“Observe and Report is my idea of amateurish, sloppy, and even cowardly crap. I didn’t completely hate it, but I was constantly scowling and seething at Hill’s flaunting of the absurd unreality of it, and I never laughed once. Sorry, but take away the shock value and it’s a deplorably bad film,” he wrote.
And that got us thinking about the film all over again and we started writing a review that goes like this: There’s vulgar smart that’s enjoyable and there’s vulgar dumb that’s puerile and generally mirthless. The former is where the Judd Apatow films and the wickedly raunchy “Bad Santa” fall and so far, Hill’s pictures, well, you can guess where they land.
Hill and his friends (like David Gordon Green) have suggested in recent interviews that the filmmaker could stand to attend some anger management classes or at least use his films as healthy cathartic release to his everyday frustrations (“Jody can break boards, and my legs, easily,” Green told the NYTimes. “I think that comes from a kid that wants to punch something. It’s great to bring that hunger and anger and put it in a healthy place.”)
Bottled rage and bitterness seethes through “Observe & Report,” in an unfunny, unpleasant and worrisome manner and one would not be dismissed if they would be concerned the filmmaker could go postal without his outlet.
The dark, brooding comedy is not without its merits and there are genuinely funny moments, but far too often Seth Rogen’s character crosses the line into genuinely creepy and uncomfortable territory, and we don’t mean in that good way (see the questionable date-rape scene that elicited painful groans from the screening we were at).
“Wrong funny,” can be amazing — see “Borat” and the upcoming “Bruno” which looks amazingly unPC — but in lesser hands that haven’t quite found their way around tone and the exact tenor, they can be
disastrous.
As we’ve said before, Hill is either confused about whether he wants the film to be a comedy or a examination of a seemingly sweet, but genuinely frightening sociopath, and its the failure to aptly convey the identity is what makes both moods feel like half-baked ideas.
We’d give him the benefit of the doubt — we’re big fans of everyone he works with: Rogen, Danny McBride, Anna Faris, basically the entire cast — if it were not for the artless and amateurish feel of the movie that suggests dude could probably stand to make more TV before he ventures out into the feature film world (his debut “The Foot Fist Way,” was an excellent idea stretched past the limits of comedic elasticity).
There’s nothing wrong with outrageous, vile or shocking, if they’re carefully handled and well executed and dare we say a date-rape joke can be funny (no humor should be off limits if it illuminates), but minus a skilled hand, you don’t get Sacha Baron Cohen arch cleverness, you get a filmmaker that’s part Fred Durst with an overestimation of their comedic and cinematic abilities.
Hell, we’re not even asking for whipsmart comedy, hell, even a dumb, enjoyable flick (ala “Revenge Of The Nerds”) would suffice, but too often ‘O&R’ is cringeworthy and facile in a manner that can’t provide even a hearty chuckle. [C].
The music is… marginally funny. The film opens with a telling cover of Bob Dylan’s “When I Paint My Masterpiece,” by the Band which sort of brilliantly foreshadows the delusional self-importance of the main character, but if only the rest of the film were that clever. The end closes to a cover of The Pixies’ “Where Is My Mind,” that is so outrageous it’s undeniably funny, but again, you’re sort of kicking yourself for laughing as it’s just another one of the overdone slo-motion music montages we’ve been hammered over the head with the entire film.
Look for the 25-30 something geek male crowd to really champion this film though. We can just feel it in our bones and there’s something about the way they might relate to it that seems scary.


__What is being asked__:
No pictures, please: print exactly the lines from the one that contains "You are a GUI" through the last line of the listing.

__Extracted material__:
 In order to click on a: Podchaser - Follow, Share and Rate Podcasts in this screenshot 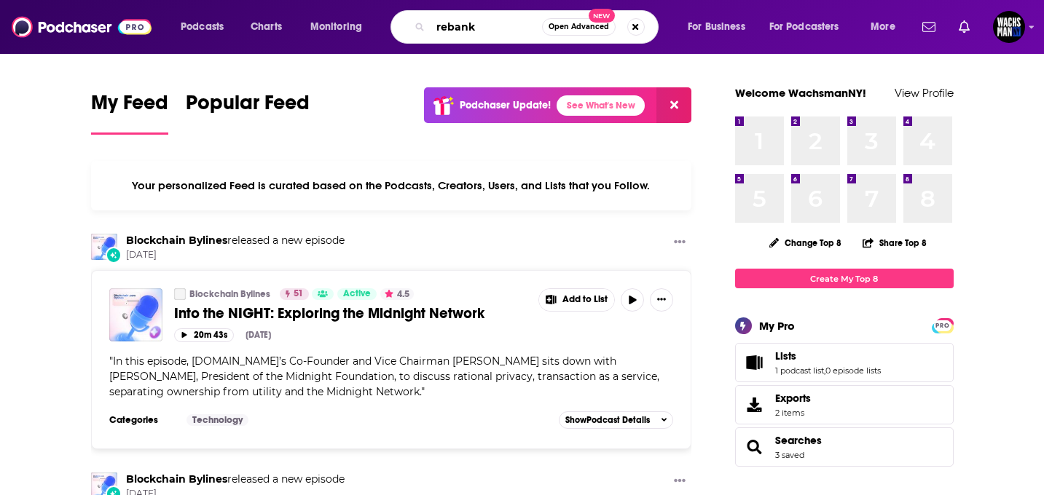, I will do `click(82, 27)`.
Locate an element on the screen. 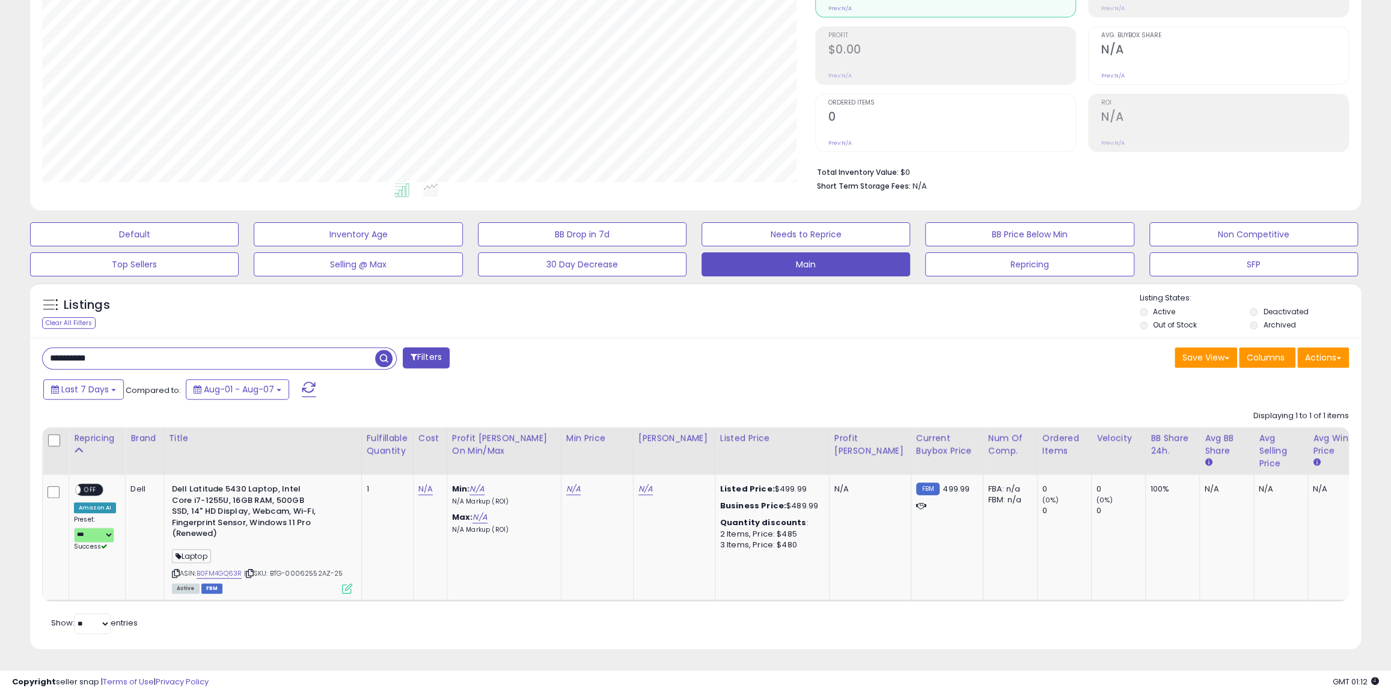  div: Avg Win Price is located at coordinates (1335, 445).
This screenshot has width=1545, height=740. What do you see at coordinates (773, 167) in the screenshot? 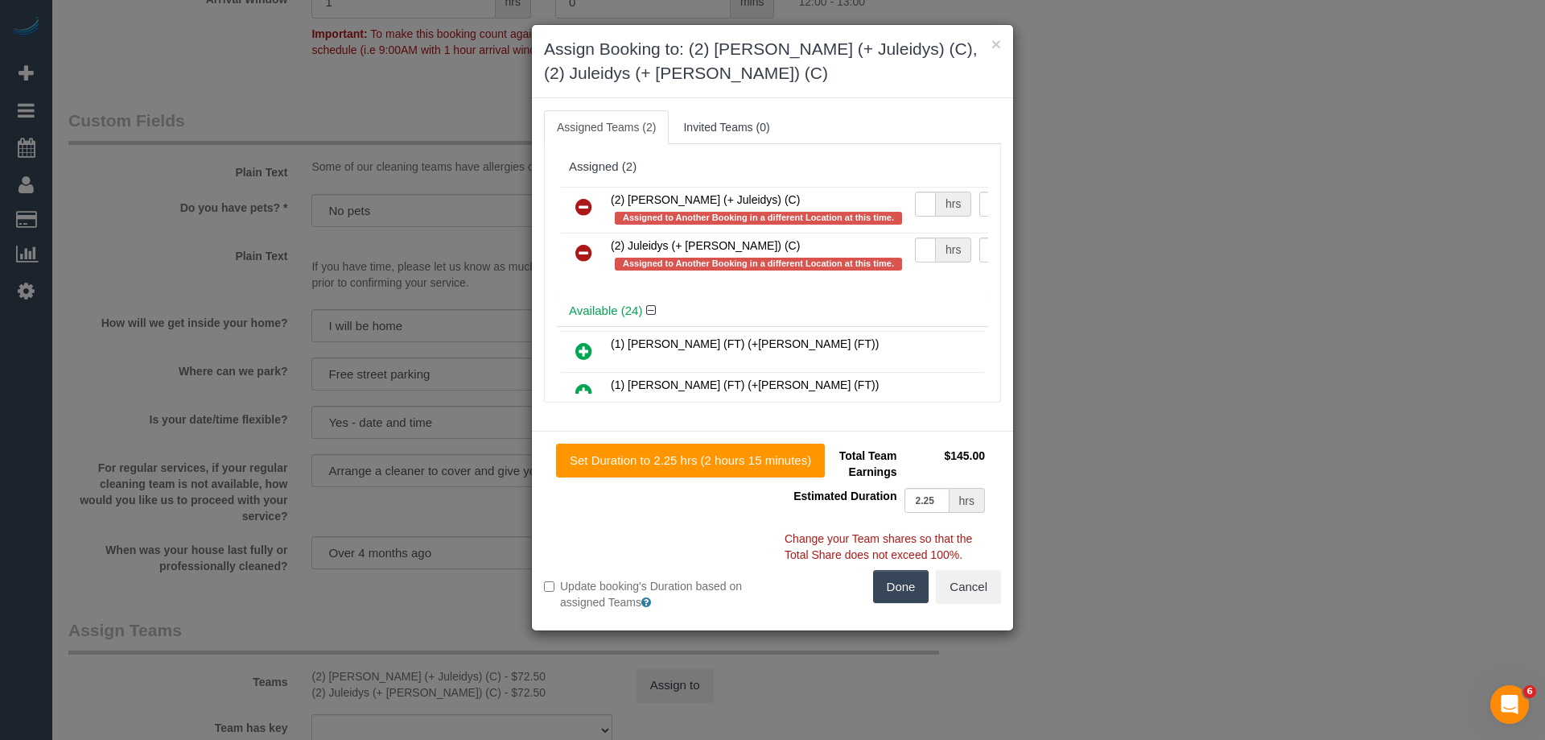
I see `div: Assigned (2)` at bounding box center [773, 167].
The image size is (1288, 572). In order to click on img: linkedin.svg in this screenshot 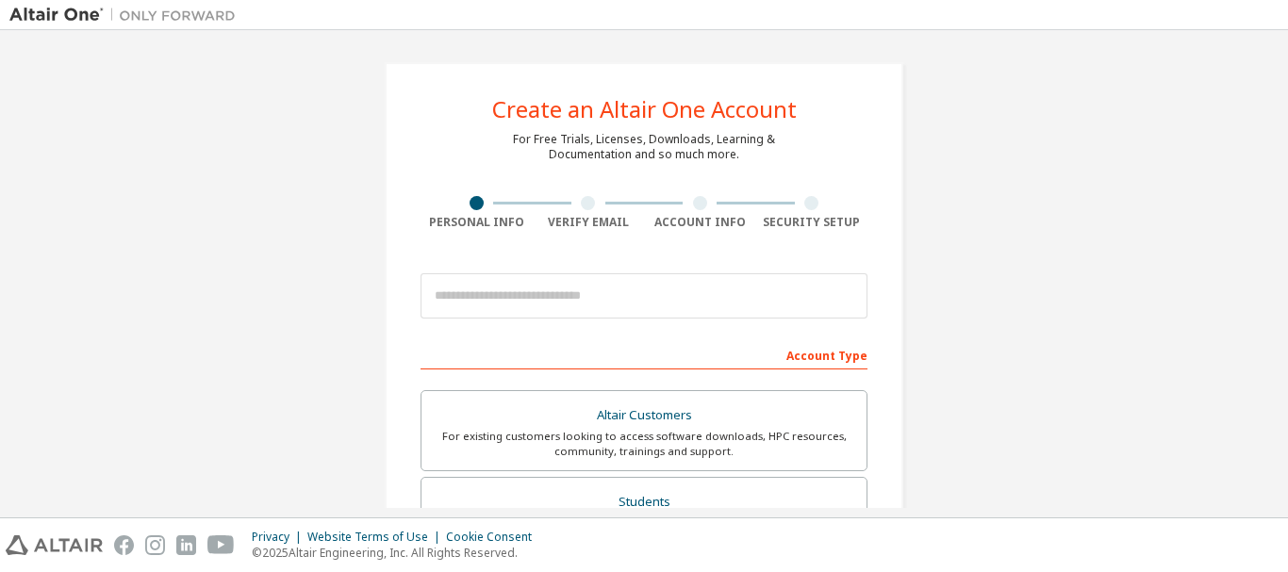, I will do `click(186, 545)`.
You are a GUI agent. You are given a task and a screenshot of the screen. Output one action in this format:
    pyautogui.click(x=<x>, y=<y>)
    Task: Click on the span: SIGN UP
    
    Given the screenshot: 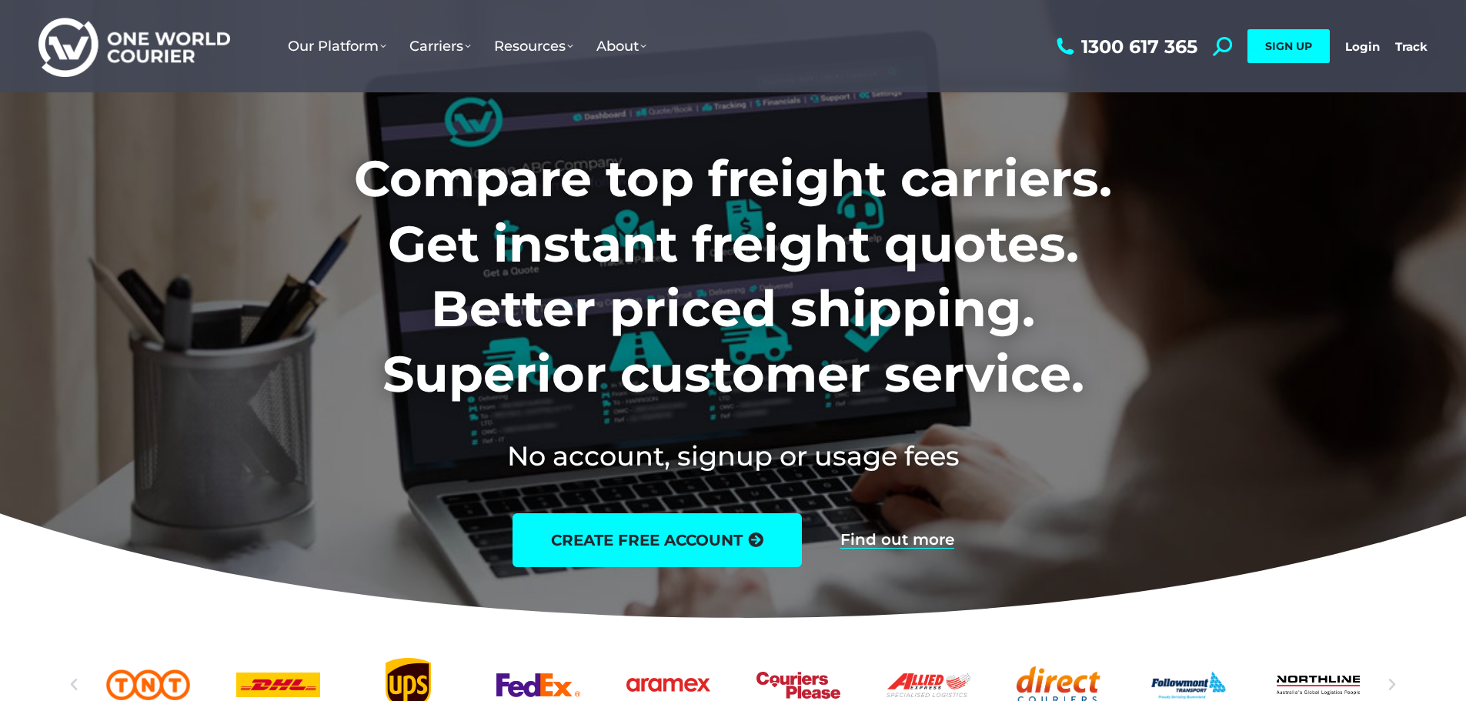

__Exercise result__:
You are a GUI agent. You are given a task and a screenshot of the screen. Output one action in this format:
    pyautogui.click(x=<x>, y=<y>)
    Task: Click on the span: SIGN UP
    
    Given the screenshot: 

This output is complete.